Educators’ Lounge will therefore be a one-stop social platform aimed at educators to facilitate the sharing of learning materials whilst encouraging socialising with their peers. In a nutshell, it is a fusion between Facebook and Pinterest for educators. The aim is to promote a safe environment where educators share their work (such as lesson plans and videos) as open-source, thus contributing and benefiting from each other’s work. The platform has three main aspects: 1) the collection of personal or shared boards with a compilation of interesting materials the user creates or finds and saves; 2) the option to use templates for creating new education material; and 3) a discussion forum where educators can discuss different topics, brainstorm and share their ideas.

User engagement, participation and feedback will be a fundamental measure of the success of this solution.
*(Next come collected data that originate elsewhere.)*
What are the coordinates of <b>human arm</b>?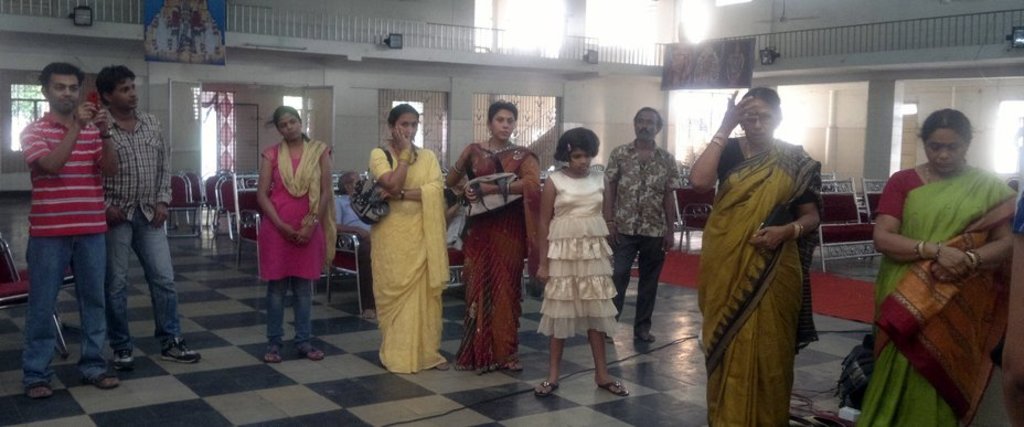
select_region(469, 151, 537, 194).
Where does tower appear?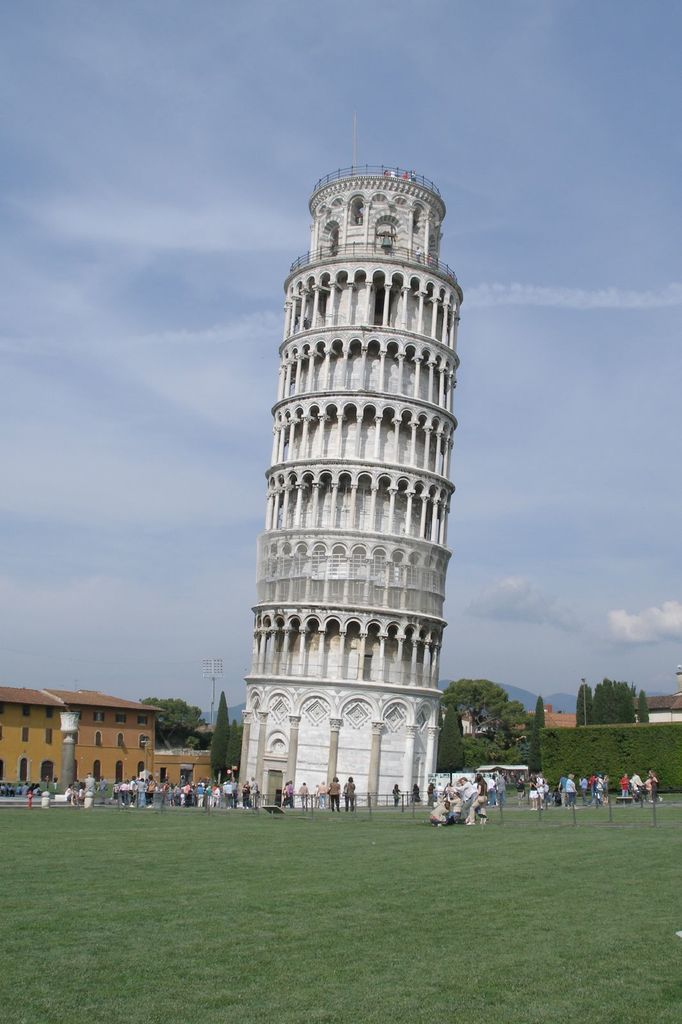
Appears at [left=237, top=109, right=464, bottom=809].
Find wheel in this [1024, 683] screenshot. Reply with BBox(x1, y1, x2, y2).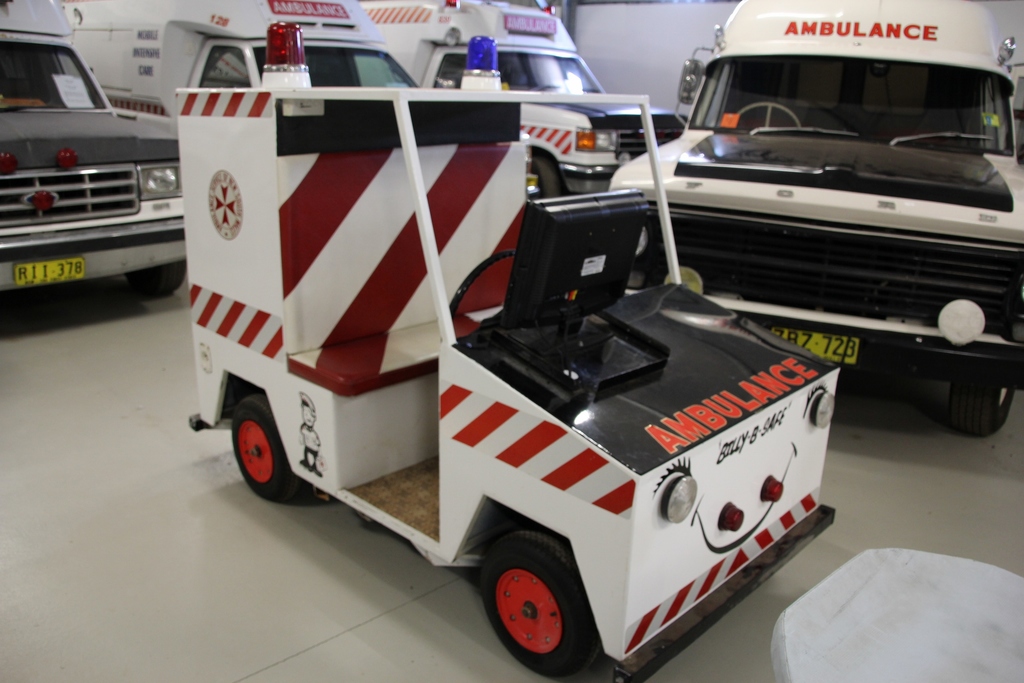
BBox(127, 259, 184, 293).
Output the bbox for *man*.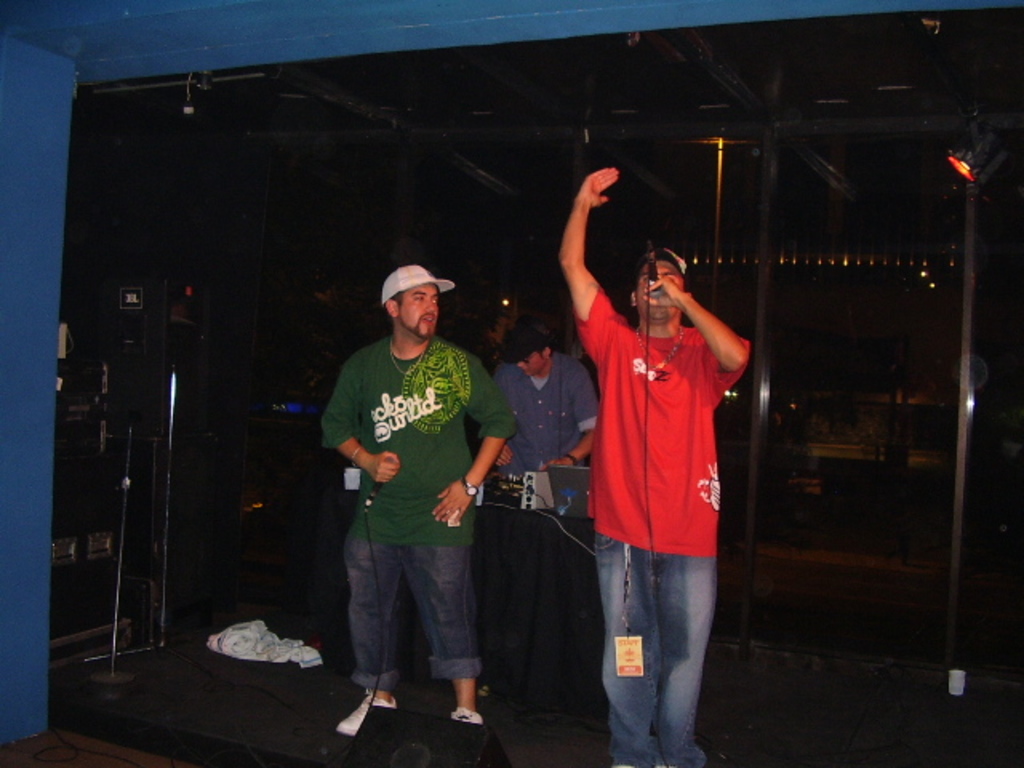
box(560, 162, 757, 766).
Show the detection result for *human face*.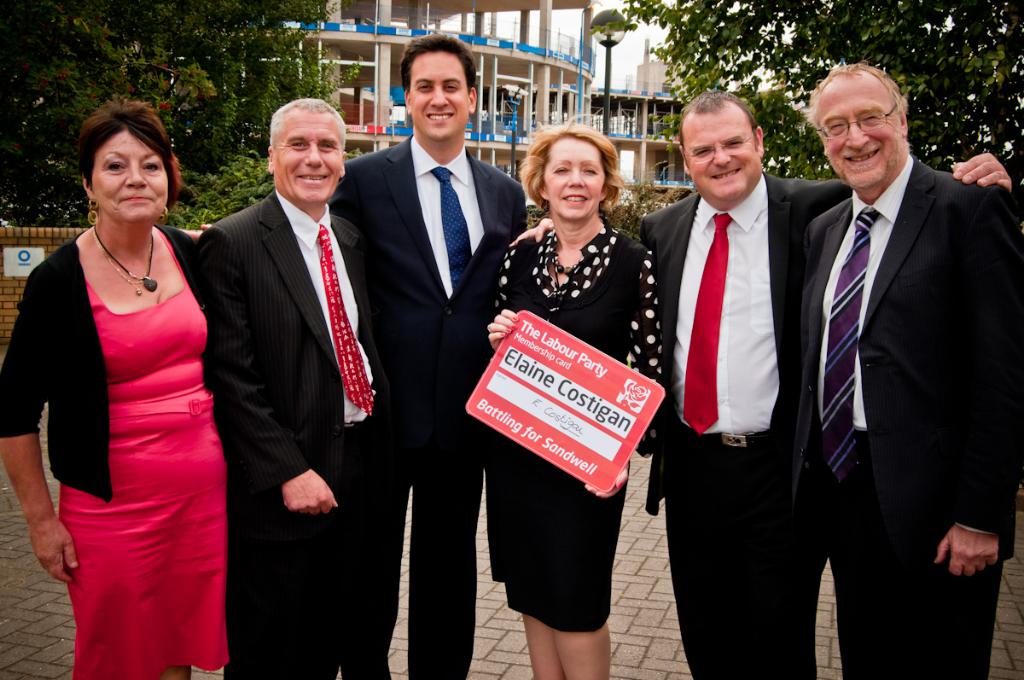
pyautogui.locateOnScreen(684, 96, 766, 200).
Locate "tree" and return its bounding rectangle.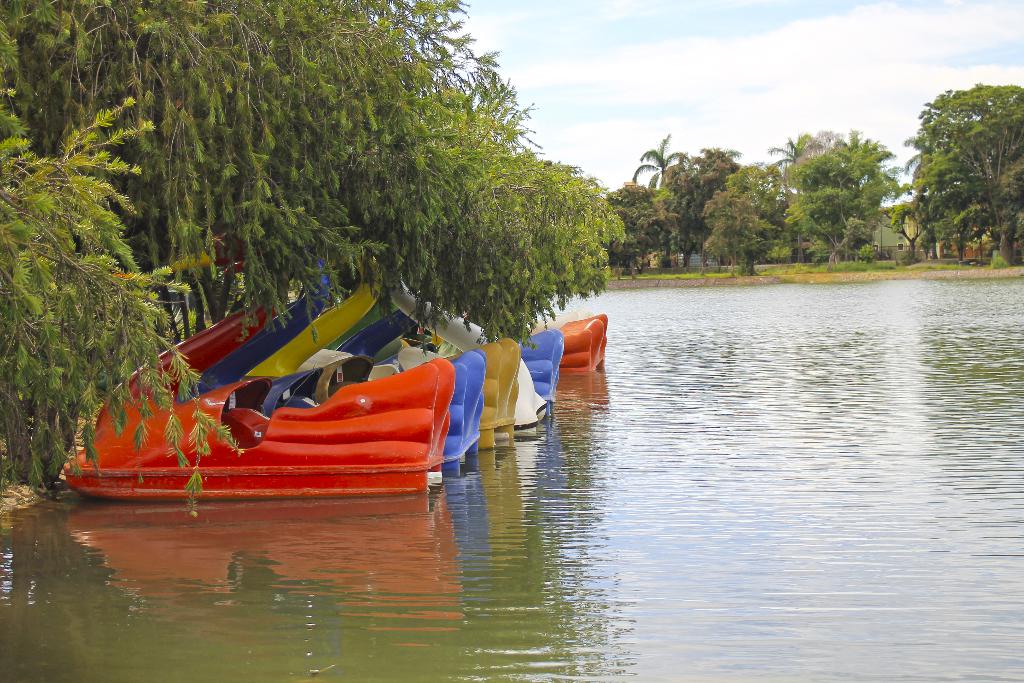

This platform is a paradigm for “content is king” and the more quality content uploaded and shared, the more user engagement is generated. The platform is built in a way that quality content is recognised (by ratings, mentions, and shares) thus encouraging users to upload and share their creations, knowing that apart from helping other professionals, they themselves can benefit from suggestions to improve the same content. Our motto is: “Sharing is caring, but it’s also rewarding!”


 

What's next?

The awarding ceremony for DigiEduHack 2020 will take place online in April. Shortly after, all the Global Award winning teams are expected to start developing forward their solutions. The three DigiEduHAck 2020 Global Award winning teams are all structured very differently, with different aims and different access to resources. Moving a hackathon solution to an implementable project will take time. But all the winning team members are all motived.

Indeed, together we redefine learning.